Seanad debates

Tuesday, 15 December 2015

Assisted Decision-Making (Capacity) Bill 2013: Report and Final Stages

 

11:30 am

Photo of Kathleen LynchKathleen Lynch (Cork North Central, Labour) | Oireachtas source

No, it is a specialist panel within the legal aid service. Following a request one is entitled to a tribunal hearing within 21 days. All the experts are present. That happens. It is not as if somebody says he or she cannot be there in 21 days and that one will have it in 30 days. It is a specialist area and people are available for it.

The Senator raised the issue of costs. Thankfully I am not responsible for costs. Whenever I come across anything for which I am not responsible I always say, "Thanks be to God." The fees are set by the Legal Aid Board in consultation with the Department of Justice and Equality and will be no more or no less than for any legal service. Account would always be taken of the fact that one does not want to pauperise people by having expert representation. That is why the Legal Aid Board is in place. The fees will be exactly the same for everyone.

In terms of funds, as soon as the wardship is extinguished, whatever funds are available to people or those who are in the process of having an award made to them, it will no longer be the responsibility of the courts to invest. I hope people would have enough people to surround them to give them the type of advice that is necessary in order to have secure investments rather than taking risky investments. Nobody will hold those funds other than the persons or their co-decision makers, assistants, families or whatever. I assume they will invest them, or not, as the case may be, in the way they wish. As with all investments, those investments are equally open to fluctuation.I think Senator Conway said on the last occasion that people put their money into blue-chip investments which turned out to be as vulnerable as anything else.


▶ [Exercise]: Gather all lines with "Human" from the records.

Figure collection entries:
-- Opening Marker --

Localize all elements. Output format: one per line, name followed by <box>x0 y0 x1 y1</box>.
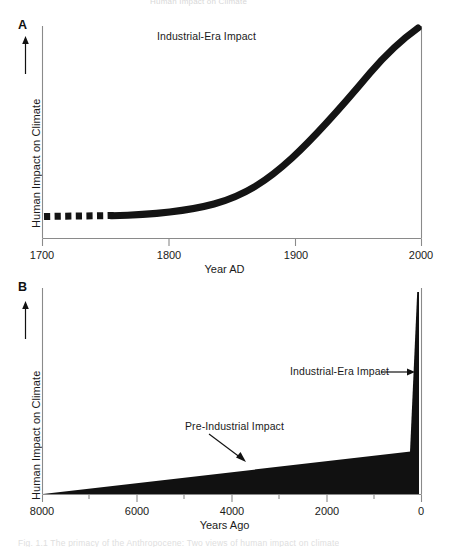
panel-a-xtick-1900: 1900 <box>284 249 308 261</box>
panel-a-plot <box>0 0 449 272</box>
panel-b-industrial-spike-area <box>410 292 419 494</box>
panel-b-x-ticks <box>43 495 422 503</box>
panel-b-pre-industrial-arrow <box>209 434 246 462</box>
panel-b: B Human Impact on Climate Industrial-Era… <box>0 272 449 546</box>
panel-b-x-axis-label: Years Ago <box>0 519 449 531</box>
panel-b-xtick-4000: 4000 <box>220 505 244 517</box>
panel-b-xtick-8000: 8000 <box>30 505 54 517</box>
panel-b-xtick-0: 0 <box>418 505 424 517</box>
panel-a: A Human Impact on Climate Industrial-Era… <box>0 0 449 272</box>
panel-b-industrial-era-arrow <box>381 369 415 376</box>
panel-b-preindustrial-area <box>43 451 415 494</box>
panel-b-xtick-2000: 2000 <box>315 505 339 517</box>
panel-b-xtick-6000: 6000 <box>125 505 149 517</box>
panel-a-xtick-2000: 2000 <box>409 249 433 261</box>
panel-a-curve-dashed-segment <box>44 216 114 217</box>
panel-a-x-ticks <box>43 239 422 247</box>
cut-off-caption-text: Fig. 1.1 The primacy of the Anthropocene… <box>18 538 339 547</box>
panel-a-xtick-1700: 1700 <box>30 249 54 261</box>
panel-a-xtick-1800: 1800 <box>157 249 181 261</box>
panel-a-curve-solid-segment <box>112 28 418 216</box>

-- Closing Marker --

▶ [Final answer]:
panel-b: B Human Impact on Climate Industrial-Era… <box>0 272 449 546</box>
panel-a: A Human Impact on Climate Industrial-Era… <box>0 0 449 272</box>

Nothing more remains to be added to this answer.